Simultaneous H.E.S.S. and Chandra observations of Sagittarius A* during an X-ray flare
H.E.S.S. Collaboration: F. Aharonian, et al

TL;DR
This study presents simultaneous X-ray and gamma-ray observations of Sagittarius A* during an X-ray flare, finding no corresponding increase in gamma-ray flux, thus constraining models of particle acceleration near the black hole.
Contribution
First simultaneous H.E.S.S. and Chandra observations of Sgr A* during a flare, providing constraints on gamma-ray emission mechanisms.
Findings
X-ray flux increased by a factor of 9 during the flare.
No significant increase in TeV gamma-ray flux was observed.

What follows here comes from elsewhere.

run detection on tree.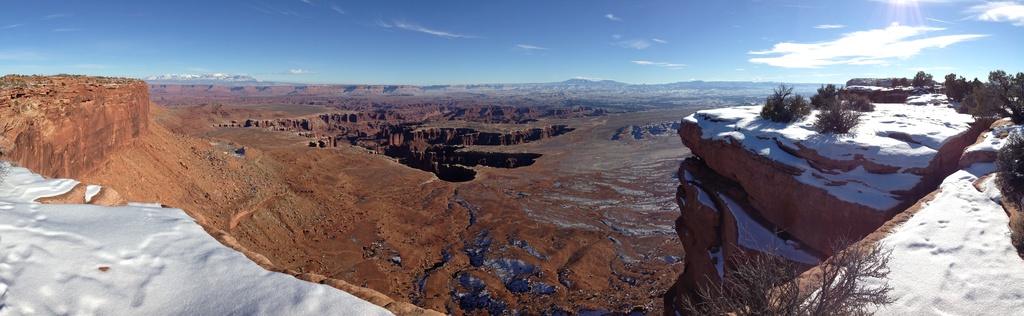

Gamma-ray flux increase of 2 or more is excluded at 99% confidence.
Abstract
The rapidly varying (~10 minute timescale) non-thermal X-ray emission observed from Sgr A* implies that particle acceleration is occuring close to the event horizon of the supermassive black hole. The TeV gamma-ray source HESS J1745-290 is coincident with Sgr A* and may be closely related to its X-ray emission. Simultaneous X-ray and TeV observations are required to elucidate the relationship between these objects. We report on joint H.E.S.S./Chandra observations performed in July 2005, during which an X-ray flare was detected. Despite a factor of 9 increase in the X-ray flux of Sgr A*, no evidence is found for an increase in the TeV gamma-ray flux from this region. We find that an increase in the gamma-ray flux of a factor of 2 or greater can be excluded at a confidence level of 99%. This finding disfavours scenarios in which the keV and TeV emission are associated with the same…
Peer Reviews
No public reviews on file for this paper yet. If you reviewed it on a platform where reviews are public (OpenReview, ICLR, NeurIPS, ICML), you can paste yours below so the community can read it here.
Videos
No videos yet. Explain this paper in a talk, walkthrough, or lecture? Add one.